Another trio of doctors took Don Pascualito out of my body, they opened me from top to bottom, 83 stitches. Thanks to the blood bank and the morphine I felt a joy that gave me a pleasant sensation of floating, it was a sublime state. The joy of feeling so well after having been a barren body was rising in me.
But after a few hours, I felt the dizziness of not being able to cope with my life, of seeing death, and scaring the nurses who took me faster than a rocket, and holding my hand in the elevator, one floor up: the ICU. They injected me with more and more morphine, but I was still in pain and pain and dizziness and the smell of death. I couldn't move my head for a week, my gaze limited to a plain wall with a socket. That was my world, an inert body, a thinking head questioning the meaning of life and overcome with grief.
First Don Pascualito, born from my own entrails, imposed on me a belly as if I was about 9 months pregnant, that belly hurt and had me without a soul. I gained several kilos, even though I even hated drinking water. After the operation, I became a bag of bones wrapped in skin and decorated with a scar that crossed my entire front torso with 83 staples which extended in 83 wrinkles. My thin arms, like two wrinkled sticks; my breasts remained in two little nuts; neither the navel nor the ass were visible. My legs… Thank God the lymphedema is gone! , although the left one is still hot and with drainage difficulties. Now they are going to inject me with cortisone and my body will swell, then the chemotherapy and I will become bald, ...
Cancer is a unique, intense experience that has revolutionized myself internally. It is allowing me to experience life from a position I did not have. I have gained full awareness of the fact that in this world I may have 6 minutes, or 6 days, 6 weeks, 6 months, 6 years or maybe even 60 years left. It is up to me to decide how I want to live through that time.
I have cancer, I am not cancer or a disease. I have a delicate body, I am not weak. I am in pain, I am not suffering. I am going through a painful experience that some of you have gone through and some others will never.
How do I live with it? With openness to life and its circumstances, acceptance, introspection, and connection. Cancer has allowed me to stop the routine of my life to observe myself living it, to feel my life and its meaning. It allows me intense introspection, getting to know what I identify with deeply.
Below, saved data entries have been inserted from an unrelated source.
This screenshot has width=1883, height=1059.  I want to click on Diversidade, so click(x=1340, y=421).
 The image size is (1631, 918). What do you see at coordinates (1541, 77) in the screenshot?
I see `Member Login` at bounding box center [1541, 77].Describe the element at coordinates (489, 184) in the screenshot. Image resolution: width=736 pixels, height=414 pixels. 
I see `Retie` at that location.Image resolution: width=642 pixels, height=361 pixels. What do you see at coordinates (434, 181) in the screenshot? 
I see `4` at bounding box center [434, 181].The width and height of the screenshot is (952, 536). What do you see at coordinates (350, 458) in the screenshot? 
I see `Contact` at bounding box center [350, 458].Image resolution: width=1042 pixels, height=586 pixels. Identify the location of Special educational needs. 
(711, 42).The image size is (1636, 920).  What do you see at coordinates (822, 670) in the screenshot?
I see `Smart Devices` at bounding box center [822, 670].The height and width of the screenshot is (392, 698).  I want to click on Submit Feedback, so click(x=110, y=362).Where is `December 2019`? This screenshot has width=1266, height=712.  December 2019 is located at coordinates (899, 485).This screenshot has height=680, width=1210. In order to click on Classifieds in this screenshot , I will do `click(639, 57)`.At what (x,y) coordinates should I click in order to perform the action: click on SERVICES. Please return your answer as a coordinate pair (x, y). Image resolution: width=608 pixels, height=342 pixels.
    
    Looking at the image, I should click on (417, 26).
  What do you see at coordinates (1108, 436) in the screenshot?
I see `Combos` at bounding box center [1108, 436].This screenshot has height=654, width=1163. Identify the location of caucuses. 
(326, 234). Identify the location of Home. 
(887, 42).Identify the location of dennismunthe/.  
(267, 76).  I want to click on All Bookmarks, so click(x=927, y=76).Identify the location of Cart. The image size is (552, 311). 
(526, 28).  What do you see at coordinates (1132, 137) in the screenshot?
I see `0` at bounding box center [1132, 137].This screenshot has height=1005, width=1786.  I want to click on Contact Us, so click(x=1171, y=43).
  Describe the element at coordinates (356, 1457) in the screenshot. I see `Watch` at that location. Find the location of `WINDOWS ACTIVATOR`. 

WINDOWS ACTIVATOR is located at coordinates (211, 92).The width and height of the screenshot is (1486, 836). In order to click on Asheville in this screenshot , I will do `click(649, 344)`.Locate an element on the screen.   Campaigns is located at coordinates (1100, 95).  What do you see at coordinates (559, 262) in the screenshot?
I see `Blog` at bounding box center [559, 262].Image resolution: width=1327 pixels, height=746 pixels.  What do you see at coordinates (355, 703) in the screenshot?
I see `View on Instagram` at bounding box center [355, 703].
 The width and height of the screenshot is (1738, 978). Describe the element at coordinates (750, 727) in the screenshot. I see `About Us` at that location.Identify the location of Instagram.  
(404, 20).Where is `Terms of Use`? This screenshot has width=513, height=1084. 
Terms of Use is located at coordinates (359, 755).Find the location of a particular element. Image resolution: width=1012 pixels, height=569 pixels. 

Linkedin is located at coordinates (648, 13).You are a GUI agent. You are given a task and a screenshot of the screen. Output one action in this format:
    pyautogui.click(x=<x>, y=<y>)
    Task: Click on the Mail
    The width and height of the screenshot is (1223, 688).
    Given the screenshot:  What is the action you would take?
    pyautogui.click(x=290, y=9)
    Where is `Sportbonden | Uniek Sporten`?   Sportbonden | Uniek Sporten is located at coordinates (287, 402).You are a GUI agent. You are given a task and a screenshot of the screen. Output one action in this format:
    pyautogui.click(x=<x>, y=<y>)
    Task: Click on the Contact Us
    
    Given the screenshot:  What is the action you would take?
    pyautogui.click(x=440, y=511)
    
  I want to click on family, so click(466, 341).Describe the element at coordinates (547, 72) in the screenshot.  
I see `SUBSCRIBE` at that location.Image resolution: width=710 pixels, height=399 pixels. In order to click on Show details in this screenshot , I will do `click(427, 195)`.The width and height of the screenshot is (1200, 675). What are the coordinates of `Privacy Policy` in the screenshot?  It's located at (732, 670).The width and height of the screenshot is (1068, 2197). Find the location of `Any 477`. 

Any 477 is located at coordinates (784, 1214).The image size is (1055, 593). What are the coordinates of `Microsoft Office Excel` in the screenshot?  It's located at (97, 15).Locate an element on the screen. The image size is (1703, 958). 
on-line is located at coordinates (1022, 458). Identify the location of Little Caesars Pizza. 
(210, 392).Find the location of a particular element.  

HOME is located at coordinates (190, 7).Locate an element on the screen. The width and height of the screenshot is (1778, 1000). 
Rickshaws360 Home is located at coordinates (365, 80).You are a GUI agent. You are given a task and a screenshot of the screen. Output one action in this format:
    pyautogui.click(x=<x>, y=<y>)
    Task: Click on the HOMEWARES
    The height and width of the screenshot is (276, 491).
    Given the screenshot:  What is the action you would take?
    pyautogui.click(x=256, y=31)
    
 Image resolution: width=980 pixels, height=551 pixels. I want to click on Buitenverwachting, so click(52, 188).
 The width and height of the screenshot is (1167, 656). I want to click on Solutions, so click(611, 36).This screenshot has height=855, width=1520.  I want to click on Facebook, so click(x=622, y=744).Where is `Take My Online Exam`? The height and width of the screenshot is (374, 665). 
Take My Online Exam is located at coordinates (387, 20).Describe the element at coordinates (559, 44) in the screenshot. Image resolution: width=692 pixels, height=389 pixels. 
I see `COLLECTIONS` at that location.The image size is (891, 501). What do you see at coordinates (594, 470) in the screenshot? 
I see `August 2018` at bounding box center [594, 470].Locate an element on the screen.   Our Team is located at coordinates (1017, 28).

I feel it as an opportunity.
From the perspective of cancer, I have been able to see the value of my life for all those I love and I have felt that very strong bond, even though some have become distant because of the fear I have awakened in them. So, my cancer is also an opportunity for everyone around me or who crosses my path, allowing us to connect, communicate, and show each other our values. That's why cancer is loving; it's part of the game of life. And that's why I want to share with everybody my experience on how I have lived with cancer and how I have lived it, continuing with my introspection, closely connected to everyone and to life.